A rural American town suffering economically from factory closures finds an unconventional route to recovery with the help of MASS MoCA.
Actor Jeremy Irons embarks on an epic journey through the halls of the Prado Museum in Madrid, Spain, two hundred years after its inauguration, along corridors where thousands of masterpieces of all time tell the lives of rulers and common people, and tales about times of war and madness and times of peace and happiness; because, as Goya said, imagination, the mother of the arts, produces impossible monsters, but also unspeakable wonders.
In 1937 the Nazi regime held two exhibitions in Munich: one to stigmatize “Degenerate Art” (which they systematically looted and destroyed) and one, personally curated by Hitler, to glorify “Classic Art”. This immersive new documentary reveals the Nazi’s complicated relationship with classical and modern art, displaying an incredible number of masterpieces by Botticelli, Klee, Matisse, Monet, Chagall, Renoir and Gauguin amongst others, intertwined with human stories from the most infamous period of the twentieth century. A state-of-the-art detective story exploring the Nazis’ obsession with creative expression, Hitler versus Picasso combines history, art and human drama for an unforgettable cinema experience.
Many twentieth century European artists, such as Paul Gauguin or Pablo Picasso, were influenced by art brought to Europe from African and Asian colonies. How to frame these Modernist works today when the idea of the primitive in art is problematic?
Berlin’s Museum Island, the cultural center of the German capital on the Spree river, houses a large number of art pieces from all over the globe, from the Stone Age to the present day. A walk through their great institutions to marvel at their masterpieces.
Taking its lead from French artists like Renoir and Monet, the American impressionist movement followed its own path which over a forty-year period reveals as much about America as a nation as it does about its art as a creative power-house. It’s a story closely tied to a love of gardens and a desire to preserve nature in a rapidly urbanizing nation. Travelling to studios, gardens and iconic locations throughout the United States, UK and France, this mesmerising film is a feast for the eyes. The Artist’s Garden: American Impressionism features the sell-out exhibition The Artist’s Garden: American Impressionism and the Garden Movement, 1887–1920 that began at the Pennsylvania Academy of the Fine Arts and ended at the Florence Griswold Museum, Old Lyme, Connecticut.

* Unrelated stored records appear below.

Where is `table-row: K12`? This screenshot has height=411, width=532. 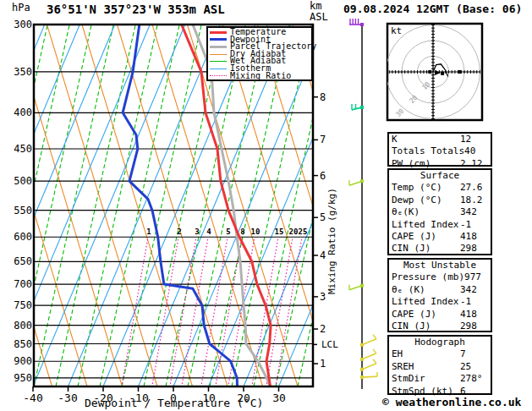
table-row: K12 is located at coordinates (440, 140).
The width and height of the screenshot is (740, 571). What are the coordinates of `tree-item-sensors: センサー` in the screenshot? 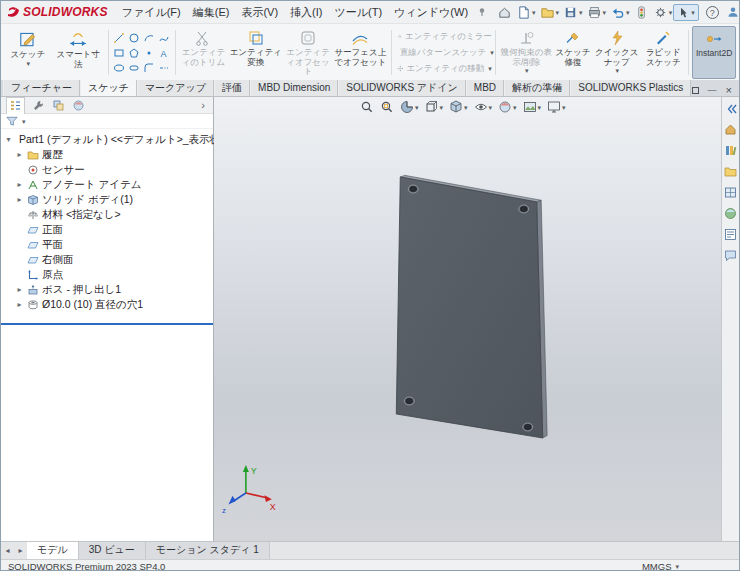 It's located at (107, 170).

A prestigious Stockholm museum's chief art curator finds himself in times of both professional and personal crisis as he attempts to set up a controversial new exhibit.
Director Agnès Varda and photographer/muralist JR journey through rural France and form an unlikely friendship.
Chronicles the creation of The Metropolitan Museum of Art's most attended fashion exhibition in history, "China: Through The Looking Glass," an exploration of Chinese-inspired Western fashions by Costume Institute curator Andrew Bolton.
Sister Wendy Beckett, a cloistered nun and Oxford-educated art scholar, takes an art appreciation tour across America, visiting six major art museums in this 6-hours documentary series from PBS.
A journey through four hundred paintings, all masterpieces, among the more than nine thousand treasured in the Prado Museum, Madrid, Spain.
Master filmmaker Alexander Sokurov (Russian Ark) transforms a portrait of the world-renowned museum into a magisterial, centuries-spanning reflection on the relation between art, culture and power.
Since its opening in 1948, The Farnsworth Art Museum has been a source of community pride and a beacon that draws visitors to Rockland each year. Told through first person interviews with Rockland natives and residents, historical photographs and footage, the film follows the museum’s growth from the reading of Lucy Farnsworth’s will, through the construction of the museum facility, to the internationally renowned institution that it is today.
By browsing this website, you accept our cookies policy.